Schedule dedicated time for learning

Antoine knows that if he doesn’t set aside time for leveling up and learning, it becomes really easy to prioritise something else in that moment, be it other work, household chores, or other hobbies. For learning, ‘leftover time’ – the spare time you have after doing other things – tends to be rushed, or just few-and-far between. For optimum learning, Antoine explicitly schedules time into his calendar.

As simple as it sounds, assigning a specific time to whatever levelling up you want to do – reading a book, listening to a podcast, talking to a mentor, catching up on newsletters and blog articles – makes it easier to hold yourself accountable, and not prioritise other things.

For example, although Antoine likes books, he doesn’t enjoy the time it takes to get through them that much. He knows that setting a stressful reading goal means he probably won’t do it. So, instead, he schedules smaller, more manageable increments into his day: “If you push yourself – something like ‘I want to read this book this week’ – that can create a lot of stress, and then you need to really find that hour a day to read. For me, it doesn't work.” Antoine sets a mini-goal of reading for 10 minutes each night, which means he doesn’t have to worry nearly as much about when to fit it in:

“Just before I go to bed, I read at least 10 minutes of a book I want to read, and over the week that means I get to like 100 pages, and suddenly I’ve finished the book”

For the newsletters he is subscribed to, he says he spends half an hour on a Friday evening sorting and saving the articles he’s going to read over the weekend and into the following week: “I pick the ones I find interesting, or the ones I think are the most valuable to me.” This makes it easy for him to schedule an article for every day, and makes sure he doesn’t create a backlog of unread articles that will overwhelm him later.

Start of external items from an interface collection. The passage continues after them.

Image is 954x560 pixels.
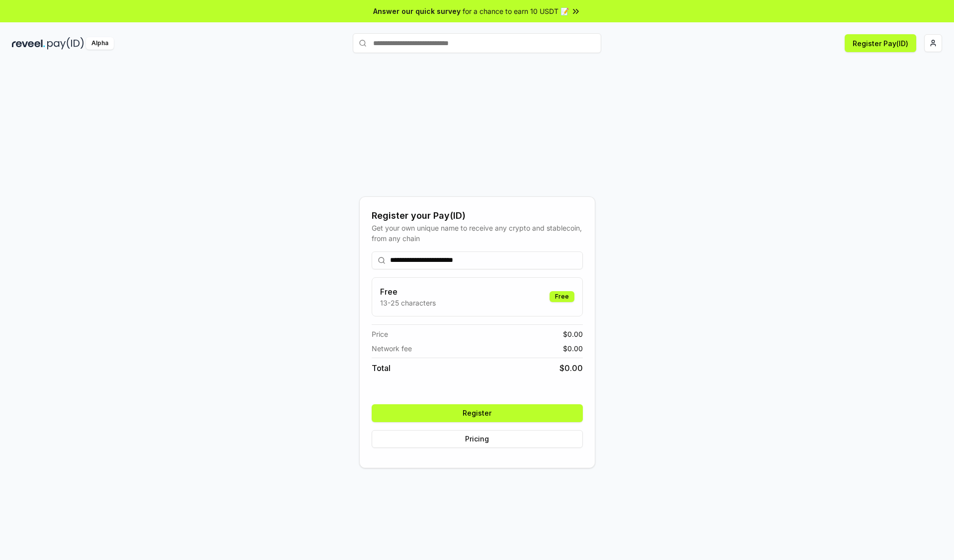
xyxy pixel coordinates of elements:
[373,6,460,16] span: Answer our quick survey
[845,34,916,52] button: Register Pay(ID)
[372,344,411,354] span: Network fee
[86,37,114,50] div: Alpha
[563,329,583,340] span: $ 0.00
[463,6,569,16] span: for a chance to earn 10 USDT 📝
[380,298,435,308] p: 13-25 characters
[372,362,390,375] span: Total
[560,362,583,375] span: $ 0.00
[550,292,574,302] div: Free
[380,286,435,298] h3: Free
[47,37,84,50] img: pay_id
[372,405,583,423] button: Register
[372,223,583,244] div: Get your own unique name to receive any crypto and stablecoin, from any chain
[563,344,583,354] span: $ 0.00
[372,209,583,223] div: Register your Pay(ID)
[372,329,388,340] span: Price
[372,430,583,448] button: Pricing
[12,37,45,50] img: reveel_dark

Finally, Antoine tries to stack the things he already does with opportunities to level up: His drive to and from Amsterdam every day takes 40 minutes each way, which gives him ample time to tune in to his favourite podcasts, some of which include Swift by Sundell, Swift over Coffee, Contravariance, and Stacktrace. Antoine maximises the time he spends driving to learn things specifically related to his mobile development. And it makes the ride more enjoyable!

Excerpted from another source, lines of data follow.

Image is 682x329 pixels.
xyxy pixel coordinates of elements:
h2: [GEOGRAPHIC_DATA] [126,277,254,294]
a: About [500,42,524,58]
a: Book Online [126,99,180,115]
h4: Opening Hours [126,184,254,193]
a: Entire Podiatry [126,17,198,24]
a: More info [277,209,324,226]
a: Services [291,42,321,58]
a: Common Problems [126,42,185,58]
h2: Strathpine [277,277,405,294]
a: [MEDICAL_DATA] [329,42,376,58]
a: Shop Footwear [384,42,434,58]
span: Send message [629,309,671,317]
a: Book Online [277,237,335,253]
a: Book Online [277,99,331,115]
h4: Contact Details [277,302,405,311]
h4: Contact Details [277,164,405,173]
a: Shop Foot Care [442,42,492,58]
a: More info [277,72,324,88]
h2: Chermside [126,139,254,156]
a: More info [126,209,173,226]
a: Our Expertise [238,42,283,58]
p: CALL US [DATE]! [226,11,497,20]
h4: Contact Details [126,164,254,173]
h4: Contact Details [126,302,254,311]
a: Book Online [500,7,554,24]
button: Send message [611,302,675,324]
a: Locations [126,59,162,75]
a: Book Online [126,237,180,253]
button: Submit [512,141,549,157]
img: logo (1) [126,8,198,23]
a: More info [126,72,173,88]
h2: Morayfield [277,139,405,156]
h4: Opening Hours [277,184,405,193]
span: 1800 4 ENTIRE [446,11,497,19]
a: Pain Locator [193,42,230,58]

Levelling up is an ongoing process

Whatever strategy works for you, Antoine believes that the best way to level up as a developer is to get better at learning. If you can hack learning, and be intentional about it in your daily workflow and daily life, then you’ll never feel like you’re falling behind. “As I’ve said before, you can’t learn everything”, he says, and knowing not only what to learn but how to use what you engage with effectively is the most sustainable way to grow.

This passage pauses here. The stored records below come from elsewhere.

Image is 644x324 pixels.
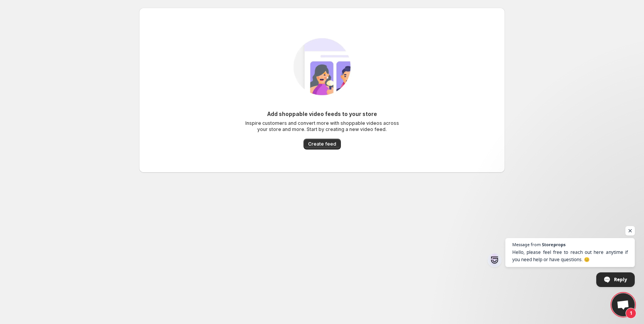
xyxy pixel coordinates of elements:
span: Reply [614,273,627,286]
span: Storeprops [542,242,565,246]
span: Create feed [308,141,336,147]
span: Hello, please feel free to reach out here anytime if you need help or have questions. 😊 [512,248,627,263]
h6: Add shoppable video feeds to your store [267,110,377,118]
span: Message from [512,242,540,246]
a: Open chat [611,293,635,316]
button: Create feed [304,139,341,149]
span: 1 [625,308,636,318]
p: Inspire customers and convert more with shoppable videos across your store and more. Start by cre... [245,120,399,132]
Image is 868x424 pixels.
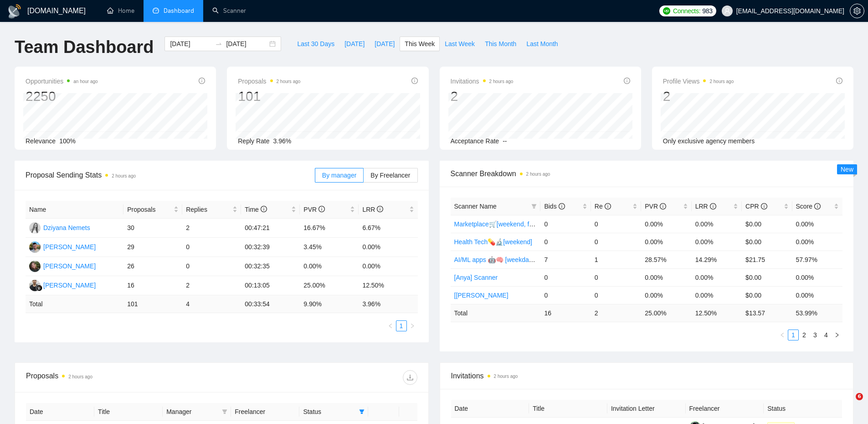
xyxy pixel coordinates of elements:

By following the above steps, Antoine has been able to get better at learning because learning has turned into something he doesn’t need to think about doing. The systems he’s set up – from being active in communities to making dedicated time for learning – enable him to filter through the noise, find what’s relevant, and make time for it in his busy schedule. That way, he continues to level up as a developer, and help his team do the same.